Northwest Arkansas Democrat-Gazette
Thursday’s thumbs
Rejection of ‘Hots NWA’ tops list
NWA DEMOCRAT-GAZETTE While the folks over at the University of Arkansas turned a thumbs down on keeping the athletics program going on its path Wednesday, we had our own digital thoughts about some recent events:
Ol’ Tony Catroppa, aka Tony C, has for years operated places where slinging suds (beer), serving up hard liquor and performances by near-naked women were standard fare. In general, those places don’t raise too much of a ruckus. But the idea of turning his Tony C’s Italian Gardens Ristorante on Arkansas 12 in the Prairie Creek area of Benton County was a bad one for the community. Thankfully, a state agency that controls alcohol licenses denied an application for “cabaret dancing” and a name change to “Hots NWA” after residents and Benton County officials opposed the move. Catroppa can appeal to the Alcoholic Beverage Control Board, but we hope he doesn’t. That area doesn’t need the headaches.
A week or two ago we turned a thumb down on the treasurer of American Legion Post 77 in Bentonville after he pleaded guilty to theft. Now it’s the former post commander’s turn. Marvin Akers last week acknowledged stealing more than $100,000 from the organization. “Not everything is as it appears and I apologize to the court and the American Legion,” Marvin Akers said last Thursday after pleading guilty to theft of property. We’re not sure what he meant, but it appears he pleaded guilty, and it appears he ought to be ashamed of stealing from an organization in which his fellow veterans participate. It’s a real shame. Maybe they had good reasons, but the operators of Vantage Point didn’t explain the other day why they decided to drop outpatient and school-based mental health services at the end of the year. We appreciate everything they and any other health care providers have done and can do to render aid to people going through challenges in the realm of mental health. Vantage Point of Northwest Arkansas announced it would focus exclusively on acute inpatient services, meaning care for immediate or emergency mental health needs rather than longer-term and outpatient therapy, starting Dec. 31. In other words, there’s less ongoing care that can avoid acute episodes, but when those happen, Vantage will be there. In someone’s world, that makes sense.

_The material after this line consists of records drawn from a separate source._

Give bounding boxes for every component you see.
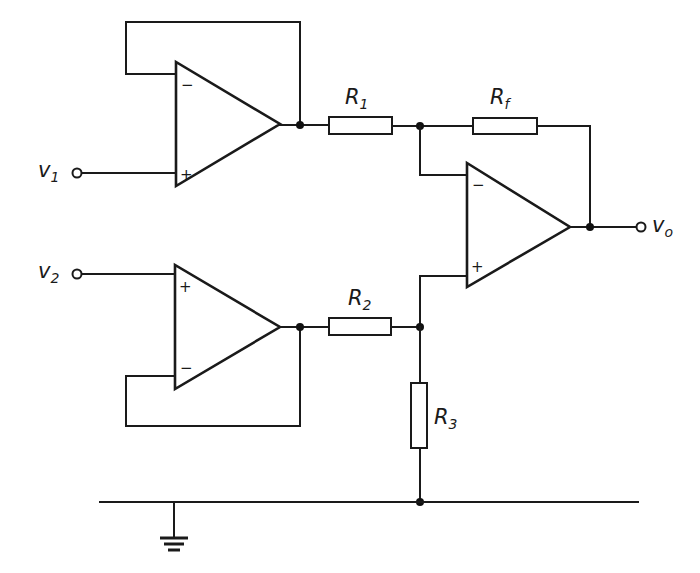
opamp-2: + − (126, 265, 300, 426)
resistor-r3 (411, 383, 427, 448)
opamp-1-minus: − (181, 76, 194, 94)
output-terminal-vo (637, 223, 646, 232)
resistor-r1 (329, 117, 392, 134)
opamp-3-plus: + (471, 258, 484, 276)
resistor-r2 (329, 318, 391, 335)
opamp-1: − + (126, 22, 300, 186)
opamp-1-plus: + (180, 166, 193, 184)
input-terminal-v2 (73, 270, 82, 279)
junction-output (586, 223, 594, 231)
label-r2: R2 (348, 286, 372, 313)
opamp-3-minus: − (472, 176, 485, 194)
label-vo: vo (652, 213, 673, 240)
junction-a1-out (296, 121, 304, 129)
opamp-2-minus: − (180, 359, 193, 377)
label-v1: v1 (38, 158, 59, 185)
label-v2: v2 (38, 259, 59, 286)
input-terminal-v1 (73, 169, 82, 178)
label-r3: R3 (434, 405, 458, 432)
label-rf: Rf (490, 85, 512, 112)
opamp-3: − + (467, 163, 570, 287)
circuit-diagram: − + v1 R1 Rf − + vo + − v2 R2 R3 (0, 0, 700, 573)
ground-icon (160, 502, 188, 550)
label-r1: R1 (345, 85, 369, 112)
opamp-2-plus: + (179, 278, 192, 296)
junction-a2-out (296, 323, 304, 331)
resistor-rf (473, 118, 537, 134)
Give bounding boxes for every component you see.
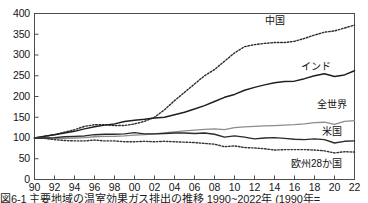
x-axis-ticks [35, 176, 355, 180]
series-label-india: インド [301, 62, 331, 72]
y-tick-label: 400 [2, 8, 30, 19]
y-tick-label: 250 [2, 70, 30, 81]
chart-canvas [0, 0, 368, 203]
figure-caption: 図6-1 主要地域の温室効果ガス排出の推移 1990~2022年 (1990年= [0, 190, 368, 203]
y-tick-label: 50 [2, 153, 30, 164]
series-label-world: 全世界 [317, 100, 347, 110]
y-tick-label: 350 [2, 29, 30, 40]
y-tick-label: 100 [2, 132, 30, 143]
y-axis-ticks [35, 14, 39, 180]
series-label-eu28: 欧州28か国 [291, 159, 342, 169]
y-tick-label: 150 [2, 112, 30, 123]
series-label-usa: 米国 [322, 127, 342, 137]
data-series-group [35, 25, 355, 153]
series-line-欧州28か国 [35, 138, 355, 153]
series-label-china: 中国 [265, 16, 285, 26]
figure-container: 400 350 300 250 200 150 100 50 0 9092949… [0, 0, 368, 203]
y-tick-label: 300 [2, 49, 30, 60]
series-line-インド [35, 71, 355, 138]
y-tick-label: 200 [2, 91, 30, 102]
series-line-中国 [35, 25, 355, 138]
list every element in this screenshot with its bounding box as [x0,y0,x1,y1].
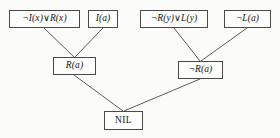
clause-label: ¬L(a) [235,14,260,23]
edge-clause2-to-resolvent1 [75,28,103,57]
clause-node-not-L-a: ¬L(a) [224,10,271,28]
clause-label: ¬I(x)∨R(x) [21,14,67,23]
clause-label: ¬R(y)∨L(y) [150,14,199,23]
edge-clause1-to-resolvent1 [44,28,74,57]
edge-clause3-to-resolvent2 [174,28,200,61]
clause-node-I-a: I(a) [88,10,118,28]
resolvent-node-R-a: R(a) [53,57,96,75]
clause-node-not-I-x-or-R-x: ¬I(x)∨R(x) [9,10,80,28]
edge-resolvent1-to-nil [74,75,123,111]
clause-label: I(a) [95,14,112,23]
resolvent-node-not-R-a: ¬R(a) [178,61,223,79]
empty-clause-node-nil: NIL [104,111,143,130]
resolution-proof-tree: ¬I(x)∨R(x) I(a) ¬R(y)∨L(y) ¬L(a) R(a) ¬R… [0,0,280,138]
edge-resolvent2-to-nil [124,79,200,111]
clause-label: R(a) [65,61,84,71]
clause-label: NIL [114,116,133,126]
clause-node-not-R-y-or-L-y: ¬R(y)∨L(y) [140,10,208,28]
clause-label: ¬R(a) [188,65,214,75]
edge-clause4-to-resolvent2 [201,28,247,61]
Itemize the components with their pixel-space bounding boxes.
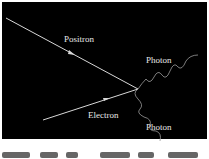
positron-arrow-icon — [68, 50, 75, 55]
electron-arrow-icon — [103, 98, 110, 101]
caption-cutoff — [0, 142, 209, 159]
photon-label-upper: Photon — [146, 55, 172, 65]
photon-wave-lower — [135, 89, 161, 141]
photon-label-lower: Photon — [146, 122, 172, 132]
feynman-diagram — [0, 0, 209, 159]
electron-label: Electron — [88, 110, 119, 120]
positron-label: Positron — [64, 34, 94, 44]
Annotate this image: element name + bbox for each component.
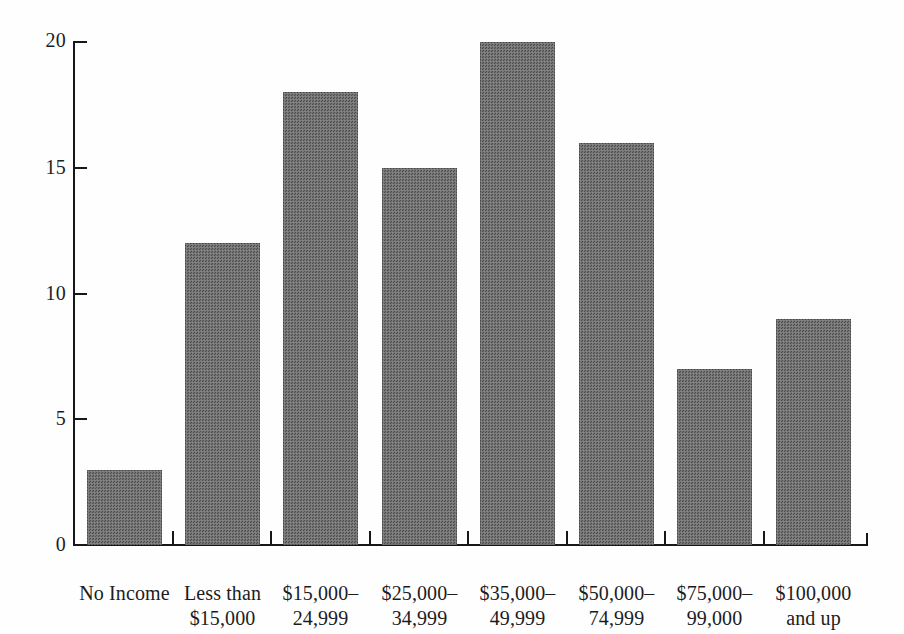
x-label-line1: $100,000 — [776, 582, 852, 604]
x-tick-6 — [664, 531, 666, 545]
bar-75k-99000 — [677, 369, 752, 545]
x-label-line2: and up — [751, 606, 876, 631]
bar-no-income — [87, 470, 162, 545]
y-tick-label-15: 15 — [12, 157, 66, 177]
x-label-line1: $50,000– — [579, 582, 655, 604]
x-label-line1: $15,000– — [283, 582, 359, 604]
x-tick-2 — [270, 531, 272, 545]
x-tick-5 — [566, 531, 568, 545]
x-label-line1: $25,000– — [382, 582, 458, 604]
bar-35k-49999 — [480, 42, 555, 545]
x-axis-end-cap — [866, 533, 868, 545]
y-tick-5 — [75, 418, 87, 420]
x-tick-1 — [172, 531, 174, 545]
bar-50k-74999 — [579, 143, 654, 545]
x-label-line1: $75,000– — [677, 582, 753, 604]
y-tick-20 — [75, 41, 87, 43]
bar-less-than-15k — [185, 243, 260, 545]
y-tick-label-5: 5 — [12, 408, 66, 428]
y-tick-label-20: 20 — [12, 30, 66, 50]
bar-15k-24999 — [283, 92, 358, 545]
x-label-line1: $35,000– — [480, 582, 556, 604]
y-tick-15 — [75, 167, 87, 169]
bar-25k-34999 — [382, 168, 457, 545]
y-tick-label-0: 0 — [12, 534, 66, 554]
x-tick-7 — [763, 531, 765, 545]
y-tick-label-10: 10 — [12, 283, 66, 303]
x-tick-3 — [369, 531, 371, 545]
x-label-line1: Less than — [184, 582, 261, 604]
y-tick-10 — [75, 293, 87, 295]
x-label-100k-and-up: $100,000 and up — [751, 556, 876, 634]
x-label-line1: No Income — [79, 582, 169, 604]
bar-100k-and-up — [776, 319, 851, 545]
x-tick-4 — [467, 531, 469, 545]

Let’s give some high praise for the public school officials who locked down an elementary school in Rancho Tehama Reserve in California the other day when a man started shooting and tried to enter the school. The circumstances of the event were already tragic enough, with several deaths, but the security efforts of the folks at the school prevented it from becoming an even bigger tragedy. Many children are alive today because of their response. Wisely, schools don’t necessarily share their security information with the world, but here’s hoping the folks at all schools were reminded by those events in California that their efforts to protect are not wasted time or energy. If the church shooting in Texas tells us anything, it’s that all locations where people gather can become targets.